A long-time user of Pandora’s personalized music service, I entered some sort of Pandora Twilight Zone this weekend when my music stream was twice interrupted by disingenuous – and disturbing – corporate-sponsored ads.
Just like the tobacco industry execs testified to Congress in 1994 that they didn’t believe nicotine was addictive, today the natural gas industry and health insurance companies are the wolves in sheep’s clothing. One Pandora-aired ad praised the safety of fracking, suggesting that its opponents were ill-educated, while another ad pretended that children will suffer as a result of Obamacare.
The first ad snuck up on me while I was relaxing in the bath on Saturday afternoon. A woman and mother living in Colorado shares how her education at the hands of natural gas drillers led her to know for certain that fracking chemicals are safe – “safe for the land, the water, and the indoor Tracking.” So she had no hesitation about ceding her land to drilling. How convenient for Shell Oil, which is featured in the ad that was paid for by the American Petroleum Institute.
Among its many fallacies and unanswered questions, the ad’s most obvious oversight is that the wildfire-prone American West is not a good area to be depleting of the millions of gallons of water needed for one frack job.
Thus, Western communities, firefighters, and farmers that already face water restrictions and shortages due to drought are now expected to compete against fracking companies for the world’s most precious resource. Hey, did anyone pay attention to the raging Arizona wildfire that took down 19 firefighters? The West will literally go up in smoke if it is depleted of its water, while continually baking under rising So after spending Saturday thinking this “smart people love fracking” ad was a Pandora anomaly, last night I heard from someone posing as a doctor who told an almost storybook fantasy about Obamacare.
She said Obamacare means the government will knock down her exam room door and insert itself in the medical decisions regarding the young child on her table. She imagines that she’ll have to close her office doors under the threat of Obamacare, which will leave sad little “Bobby,” or whatever his name was, with no one to cure his illness.
Back up. Interfering with private medical decisions…and causing practices to close? While that doesn’t sound like Obamacare, it does sound a lot like what’s happening on the anti-abortion front, with its mandatory vaginal probes and closing of clinics in places like North Carolina.

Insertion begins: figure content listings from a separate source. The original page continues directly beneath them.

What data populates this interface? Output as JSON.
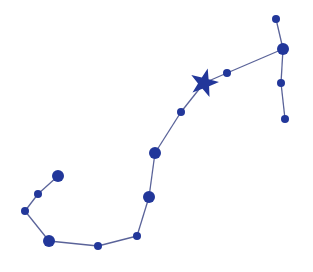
{
  "diagram": {
    "type": "constellation",
    "colors": {
      "star": "#22379a",
      "line": "#5a6399",
      "background": "#ffffff"
    },
    "brightest_star": {
      "x": 204,
      "y": 83,
      "outer_r": 15,
      "inner_r": 6,
      "shape": "star-icon"
    },
    "stars": [
      {
        "id": "s1",
        "x": 276,
        "y": 19,
        "r": 4
      },
      {
        "id": "s2",
        "x": 283,
        "y": 49,
        "r": 6
      },
      {
        "id": "s3",
        "x": 281,
        "y": 83,
        "r": 4
      },
      {
        "id": "s4",
        "x": 285,
        "y": 119,
        "r": 4
      },
      {
        "id": "s5",
        "x": 227,
        "y": 73,
        "r": 4
      },
      {
        "id": "s6",
        "x": 181,
        "y": 112,
        "r": 4
      },
      {
        "id": "s7",
        "x": 155,
        "y": 153,
        "r": 6
      },
      {
        "id": "s8",
        "x": 149,
        "y": 197,
        "r": 6
      },
      {
        "id": "s9",
        "x": 137,
        "y": 236,
        "r": 4
      },
      {
        "id": "s10",
        "x": 98,
        "y": 246,
        "r": 4
      },
      {
        "id": "s11",
        "x": 49,
        "y": 241,
        "r": 6
      },
      {
        "id": "s12",
        "x": 25,
        "y": 211,
        "r": 4
      },
      {
        "id": "s13",
        "x": 38,
        "y": 194,
        "r": 4
      },
      {
        "id": "s14",
        "x": 58,
        "y": 176,
        "r": 6
      }
    ],
    "edges": [
      [
        276,
        19,
        283,
        49
      ],
      [
        283,
        49,
        281,
        83
      ],
      [
        281,
        83,
        285,
        119
      ],
      [
        283,
        49,
        227,
        73
      ],
      [
        227,
        73,
        204,
        83
      ],
      [
        204,
        83,
        181,
        112
      ],
      [
        181,
        112,
        155,
        153
      ],
      [
        155,
        153,
        149,
        197
      ],
      [
        149,
        197,
        137,
        236
      ],
      [
        137,
        236,
        98,
        246
      ],
      [
        98,
        246,
        49,
        241
      ],
      [
        49,
        241,
        25,
        211
      ],
      [
        25,
        211,
        38,
        194
      ],
      [
        38,
        194,
        58,
        176
      ]
    ]
  }
}
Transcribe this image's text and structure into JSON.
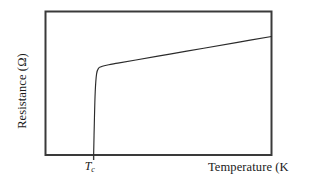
{
  "chart_data": {
    "type": "line",
    "title": "",
    "subtitle": "",
    "xlabel": "Temperature (K)",
    "ylabel": "Resistance (Ω)",
    "xlabel_display": "Temperature (K",
    "grid": false,
    "legend": null,
    "xlim": [
      0,
      100
    ],
    "ylim": [
      0,
      100
    ],
    "xticks": [],
    "yticks": [],
    "annotations": [
      {
        "name": "critical-temperature",
        "text": "T",
        "subscript": "c",
        "x": 21.3,
        "y": 0
      }
    ],
    "series": [
      {
        "name": "resistance-vs-temperature",
        "color": "#2b2b2b",
        "linewidth": 1,
        "x": [
          21.3,
          21.6,
          22.0,
          22.6,
          23.5,
          24.6,
          26.0,
          28.0,
          32.0,
          40.0,
          55.0,
          70.0,
          85.0,
          100.0
        ],
        "y": [
          0.0,
          22.0,
          44.0,
          56.5,
          60.5,
          61.5,
          62.2,
          62.9,
          64.0,
          66.2,
          70.3,
          74.4,
          78.5,
          82.6
        ]
      }
    ]
  },
  "frame": {
    "color": "#3a3a3a",
    "linewidth": 2,
    "background": "#ffffff"
  },
  "page": {
    "background": "#ffffff"
  }
}
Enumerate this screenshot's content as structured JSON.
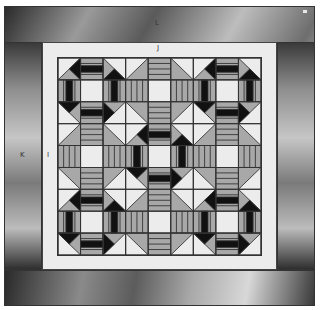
{
  "labels": {
    "outer_top": "L",
    "inner_top": "J",
    "outer_left": "K",
    "inner_left": "I"
  },
  "colors": {
    "light": "#ececec",
    "medium": "#a8a8a8",
    "dark": "#111111",
    "line": "#333333"
  },
  "quilt": {
    "rows": 3,
    "cols": 3,
    "cells_per_block": 3,
    "blocks": [
      [
        "arrow",
        "static",
        "arrow"
      ],
      [
        "static",
        "arrow",
        "static"
      ],
      [
        "arrow",
        "static",
        "arrow"
      ]
    ]
  }
}
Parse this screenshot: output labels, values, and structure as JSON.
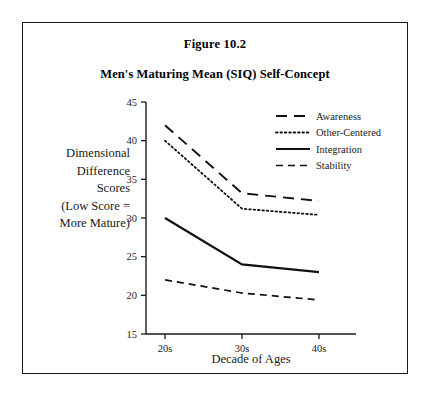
{
  "figure": {
    "number": "Figure 10.2",
    "title": "Men's Maturing Mean (SIQ) Self-Concept"
  },
  "axis": {
    "x_label": "Decade of Ages",
    "y_label_lines": [
      "Dimensional",
      "Difference",
      "Scores",
      "(Low Score =",
      "More Mature)"
    ],
    "y_ticks": [
      "45",
      "40",
      "35",
      "30",
      "25",
      "20",
      "15"
    ],
    "x_ticks": [
      "20s",
      "30s",
      "40s"
    ]
  },
  "legend": {
    "items": [
      {
        "label": "Awareness",
        "style": "long-dash"
      },
      {
        "label": "Other-Centered",
        "style": "dotted"
      },
      {
        "label": "Integration",
        "style": "solid"
      },
      {
        "label": "Stability",
        "style": "dashed"
      }
    ]
  },
  "colors": {
    "line": "#111111",
    "frame": "#1a1a1a",
    "background": "#ffffff"
  },
  "chart_data": {
    "type": "line",
    "title": "Men's Maturing Mean (SIQ) Self-Concept",
    "subtitle": "Figure 10.2",
    "xlabel": "Decade of Ages",
    "ylabel": "Dimensional Difference Scores (Low Score = More Mature)",
    "categories": [
      "20s",
      "30s",
      "40s"
    ],
    "ylim": [
      15,
      45
    ],
    "ytick_step": 5,
    "grid": false,
    "legend_position": "top-right",
    "series": [
      {
        "name": "Awareness",
        "style": "long-dash",
        "values": [
          42.0,
          33.2,
          32.2
        ]
      },
      {
        "name": "Other-Centered",
        "style": "dotted",
        "values": [
          40.0,
          31.2,
          30.4
        ]
      },
      {
        "name": "Integration",
        "style": "solid",
        "values": [
          30.0,
          24.0,
          23.0
        ]
      },
      {
        "name": "Stability",
        "style": "dashed",
        "values": [
          22.0,
          20.3,
          19.4
        ]
      }
    ]
  }
}
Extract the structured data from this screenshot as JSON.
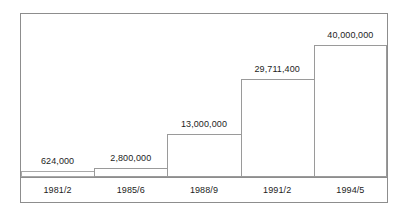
{
  "chart_data": {
    "type": "bar",
    "title": "",
    "subtitle": "",
    "xlabel": "",
    "ylabel": "",
    "grid": false,
    "legend": false,
    "legend_position": "none",
    "categories": [
      "1981/2",
      "1985/6",
      "1988/9",
      "1991/2",
      "1994/5"
    ],
    "values": [
      624000,
      2800000,
      13000000,
      29711400,
      40000000
    ],
    "value_labels": [
      "624,000",
      "2,800,000",
      "13,000,000",
      "29,711,400",
      "40,000,000"
    ],
    "ylim": [
      0,
      40000000
    ],
    "series": [
      {
        "name": "",
        "values": [
          624000,
          2800000,
          13000000,
          29711400,
          40000000
        ]
      }
    ],
    "annotations": []
  },
  "style": {
    "bar_fill": "#ffffff",
    "bar_outline": "#9a9a9a",
    "frame_color": "#8d8d8d",
    "axis_color": "#8d8d8d",
    "text_color": "#1d1d1d",
    "background": "#ffffff"
  }
}
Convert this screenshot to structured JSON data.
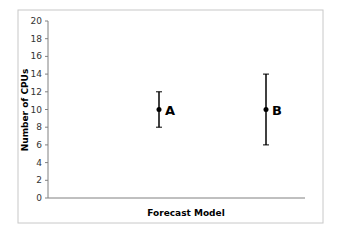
{
  "chart_data": {
    "type": "scatter",
    "title": "",
    "xlabel": "Forecast Model",
    "ylabel": "Number of CPUs",
    "ylim": [
      0,
      20
    ],
    "yticks": [
      0,
      2,
      4,
      6,
      8,
      10,
      12,
      14,
      16,
      18,
      20
    ],
    "grid": false,
    "legend": null,
    "points": [
      {
        "label": "A",
        "x": 1,
        "y": 10,
        "error_low": 8,
        "error_high": 12
      },
      {
        "label": "B",
        "x": 2,
        "y": 10,
        "error_low": 6,
        "error_high": 14
      }
    ]
  },
  "colors": {
    "frame": "#c8c8c8",
    "axis": "#808080",
    "series": "#000000"
  }
}
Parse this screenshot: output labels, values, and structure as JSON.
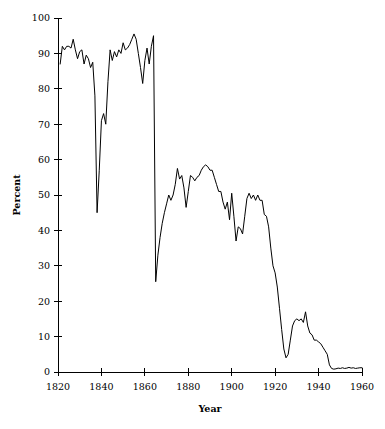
{
  "chart_data": {
    "type": "line",
    "title": "",
    "subtitle": "",
    "xlabel": "Year",
    "ylabel": "Percent",
    "xlim": [
      1820,
      1960
    ],
    "ylim": [
      0,
      100
    ],
    "xticks": [
      1820,
      1840,
      1860,
      1880,
      1900,
      1920,
      1940,
      1960
    ],
    "yticks": [
      0,
      10,
      20,
      30,
      40,
      50,
      60,
      70,
      80,
      90,
      100
    ],
    "xtick_labels": [
      "1820",
      "1840",
      "1860",
      "1880",
      "1900",
      "1920",
      "1940",
      "1960"
    ],
    "ytick_labels": [
      "0",
      "10",
      "20",
      "30",
      "40",
      "50",
      "60",
      "70",
      "80",
      "90",
      "100"
    ],
    "grid": false,
    "legend": false,
    "legend_position": "none",
    "line_color": "#000000",
    "background_color": "#ffffff",
    "series": [
      {
        "name": "Percent",
        "x": [
          1821,
          1822,
          1823,
          1824,
          1825,
          1826,
          1827,
          1828,
          1829,
          1830,
          1831,
          1832,
          1833,
          1834,
          1835,
          1836,
          1837,
          1838,
          1839,
          1840,
          1841,
          1842,
          1843,
          1844,
          1845,
          1846,
          1847,
          1848,
          1849,
          1850,
          1851,
          1852,
          1853,
          1854,
          1855,
          1856,
          1857,
          1858,
          1859,
          1860,
          1861,
          1862,
          1863,
          1864,
          1865,
          1866,
          1867,
          1868,
          1869,
          1870,
          1871,
          1872,
          1873,
          1874,
          1875,
          1876,
          1877,
          1878,
          1879,
          1880,
          1881,
          1882,
          1883,
          1884,
          1885,
          1886,
          1887,
          1888,
          1889,
          1890,
          1891,
          1892,
          1893,
          1894,
          1895,
          1896,
          1897,
          1898,
          1899,
          1900,
          1901,
          1902,
          1903,
          1904,
          1905,
          1906,
          1907,
          1908,
          1909,
          1910,
          1911,
          1912,
          1913,
          1914,
          1915,
          1916,
          1917,
          1918,
          1919,
          1920,
          1921,
          1922,
          1923,
          1924,
          1925,
          1926,
          1927,
          1928,
          1929,
          1930,
          1931,
          1932,
          1933,
          1934,
          1935,
          1936,
          1937,
          1938,
          1939,
          1940,
          1941,
          1942,
          1943,
          1944,
          1945,
          1946,
          1947,
          1948,
          1949,
          1950,
          1951,
          1952,
          1953,
          1954,
          1955,
          1956,
          1957,
          1958,
          1959,
          1960
        ],
        "values": [
          87,
          92,
          91,
          92,
          92,
          91.5,
          94,
          91,
          88.5,
          90.5,
          91,
          87,
          89.5,
          88.5,
          86,
          87.5,
          78,
          45,
          57,
          71,
          73,
          70,
          82,
          91,
          88,
          90.5,
          89,
          91,
          90,
          93,
          91,
          91.5,
          92.5,
          94,
          95.5,
          94,
          90,
          86,
          81.5,
          88,
          91.5,
          87,
          92,
          95,
          25.5,
          33,
          38,
          42,
          45,
          47.5,
          50,
          48.5,
          50,
          53,
          57.5,
          54.5,
          55.5,
          52,
          46.5,
          51,
          55.5,
          55,
          54,
          55,
          55.5,
          57,
          58,
          58.5,
          58,
          57,
          57,
          55,
          53,
          51,
          51,
          48,
          46,
          48,
          43,
          50.5,
          44,
          37,
          41,
          40.5,
          39,
          44,
          49,
          50.5,
          49,
          50,
          48.5,
          50,
          48.5,
          48.5,
          44.5,
          44,
          41,
          35,
          30,
          28,
          24,
          18,
          12,
          6.5,
          4,
          5,
          9,
          13,
          14.5,
          15,
          14.5,
          15,
          14,
          17,
          13,
          11,
          10.5,
          9,
          9,
          8.5,
          8,
          7,
          6,
          5,
          2,
          1,
          0.8,
          0.9,
          1.1,
          1,
          1.2,
          1,
          1.1,
          1.3,
          1.1,
          1.2,
          1,
          1.1,
          1.2,
          1.2
        ]
      }
    ]
  },
  "plot_geometry": {
    "left": 58,
    "top": 18,
    "right": 362,
    "bottom": 372
  }
}
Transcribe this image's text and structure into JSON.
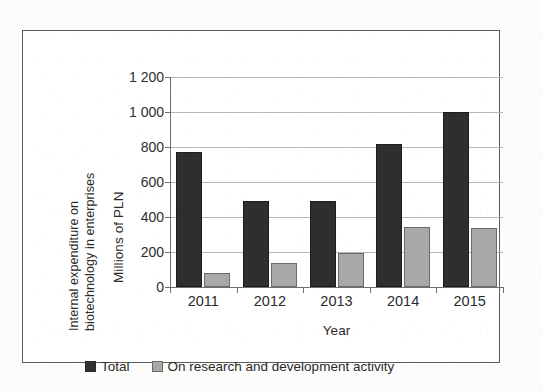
{
  "chart_data": {
    "type": "bar",
    "title": "",
    "subtitle": "",
    "categories": [
      "2011",
      "2012",
      "2013",
      "2014",
      "2015"
    ],
    "series": [
      {
        "name": "Total",
        "values": [
          770,
          490,
          490,
          820,
          1000
        ],
        "color": "#2e2e2e"
      },
      {
        "name": "On research and development activity",
        "values": [
          80,
          135,
          195,
          345,
          340
        ],
        "color": "#a9a9a9"
      }
    ],
    "xlabel": "Year",
    "ylabel": "Millions of PLN",
    "y_axis_title_lines": [
      "Internal expenditure on",
      "biotechnology in enterprises"
    ],
    "ylim": [
      0,
      1200
    ],
    "ytick_values": [
      0,
      200,
      400,
      600,
      800,
      1000,
      1200
    ],
    "ytick_labels": [
      "0",
      "200",
      "400",
      "600",
      "800",
      "1 000",
      "1 200"
    ],
    "grid": true,
    "grid_axis": "y",
    "legend_position": "bottom-left",
    "annotations": []
  },
  "axis": {
    "y_title_line1": "Internal expenditure on",
    "y_title_line2": "biotechnology in enterprises",
    "y_unit": "Millions of PLN",
    "x_title": "Year"
  },
  "legend": {
    "items": [
      {
        "label": "Total",
        "swatch": "dark-square-swatch"
      },
      {
        "label": "On research and development activity",
        "swatch": "gray-square-swatch"
      }
    ]
  },
  "colors": {
    "series_total": "#2e2e2e",
    "series_rnd": "#a9a9a9",
    "gridline": "#b7b7b7",
    "axis": "#6f6f6f",
    "frame": "#5d5d5d",
    "text": "#2b2b2b",
    "background": "#ffffff"
  }
}
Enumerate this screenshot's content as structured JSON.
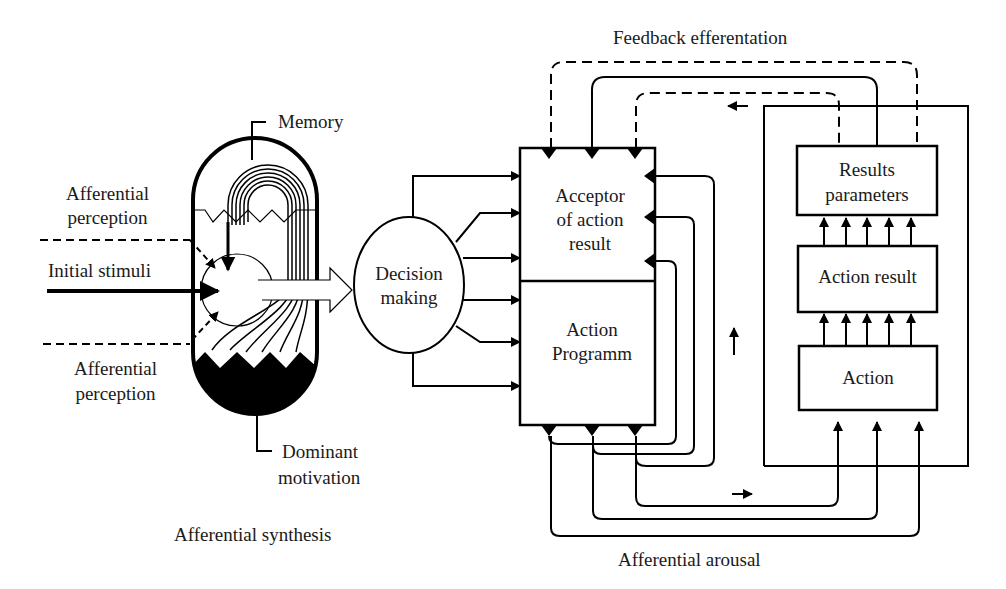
{
  "labels": {
    "feedback_efferentation": "Feedback efferentation",
    "memory": "Memory",
    "afferential_perception_top_1": "Afferential",
    "afferential_perception_top_2": "perception",
    "initial_stimuli": "Initial stimuli",
    "afferential_perception_bottom_1": "Afferential",
    "afferential_perception_bottom_2": "perception",
    "dominant_motivation_1": "Dominant",
    "dominant_motivation_2": "motivation",
    "afferential_synthesis": "Afferential synthesis",
    "decision_making_1": "Decision",
    "decision_making_2": "making",
    "acceptor_1": "Acceptor",
    "acceptor_2": "of action",
    "acceptor_3": "result",
    "action_programm_1": "Action",
    "action_programm_2": "Programm",
    "results_parameters_1": "Results",
    "results_parameters_2": "parameters",
    "action_result": "Action result",
    "action": "Action",
    "afferential_arousal": "Afferential arousal"
  },
  "colors": {
    "stroke": "#000000",
    "background": "#ffffff",
    "text": "#1a1a1a"
  }
}
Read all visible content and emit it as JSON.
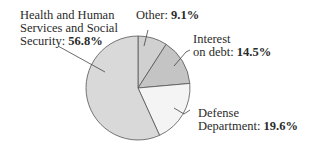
{
  "chart_data": {
    "type": "pie",
    "title": "",
    "slices": [
      {
        "label": "Health and Human Services and Social Security",
        "value": 56.8,
        "display": "56.8%",
        "color": "#d9d9d9"
      },
      {
        "label": "Other",
        "value": 9.1,
        "display": "9.1%",
        "color": "#d0d0d0"
      },
      {
        "label": "Interest on debt",
        "value": 14.5,
        "display": "14.5%",
        "color": "#c4c4c4"
      },
      {
        "label": "Defense Department",
        "value": 19.6,
        "display": "19.6%",
        "color": "#f4f4f4"
      }
    ],
    "legend": "none (callout labels)"
  },
  "labels": {
    "hhs_line1": "Health and Human",
    "hhs_line2": "Services and Social",
    "hhs_line3": "Security:",
    "hhs_value": "56.8%",
    "other_name": "Other:",
    "other_value": "9.1%",
    "interest_line1": "Interest",
    "interest_line2": "on debt:",
    "interest_value": "14.5%",
    "defense_line1": "Defense",
    "defense_line2": "Department:",
    "defense_value": "19.6%"
  }
}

The commercial is a laughably thin veil for the motives of insurance companies, which aren’t happy with health care regulations that require them to offer “Bobby” and his family free preventative health services, and his mom free birth control – or a free breastpump if she chooses to have another child. If someone in his family has diabetes, they’ll get free blood sugar testing equipment as well.
Not to mention Bobby and his family can’t be denied coverage because of a pre-existing condition – or because a catastrophic illness or injury causes them to reach an annual or real time Location system. (It wasn’t too long ago that an insurance company could say: “Sorry, that’s too expensive, while there might be something to save you, we have decided it’s time for you to die.”temperatures.
Fracking also releases gases that contribute to climate change. Not to mention the more than 2,000 leaks and spills that happened at fracking operations in just Colorado in only five years. Perhaps none of this speaks to the dangers of drilling rock for gas more than knowing that doctors are required to sign a “confidentiality pledge” called “Form 35” in Colorado before they can access information about fracking chemicals that could be responsible for their patients’ health conditions.
In the vein of hidden dangers, drilling companies have had court records sealed in cases where they settled with people who fell ill as a result of fracking chemical exposure.Not that the tech industry hasn’t tried. Indeed, since at least the release of WebTV some 17 years ago, the tech industry has attempted to revolutionize television.
Yet, despite the efforts of heavyweights like Microsoft, Google, Apple and Netflix — as well as numerous startups and smaller companies such as TiVo and Sling — the vast majority of TV viewing is still done the same way it was 15 or 20 years ago — by tuning in to a traditional channel on a pay-television service and watching a broadcast in real time.“It’s not obvious that most consumers want the main job of the TV set to be changed,” said Dan Cryan, research director for digital media at the research firm IHS. “The TV experience isn’t really that broken.”
Silicon Valley isn’t giving up. Google’s new $35 device, the Chromecast, promises to allow consumers to easily and cheaply view on their big-screen TVs some of the videos they watch on their smartphones and tablets.
Meanwhile, Intel is developing a box that could replace consumers’ pay-TV services and Internet-connected living-room devices by offering access to both live broadcasts and Internet content. And Apple reportedly has been working for years on a device that the late Steve Jobs himself promised would radically change the way we watch television.
For its part, Google may have a hit on its hands. On Thursday, just one day after announcing the Chromecast, the company canceled a promotional offer that included three months of free access to Netflix’s streaming service, citing “overwhelming demand.”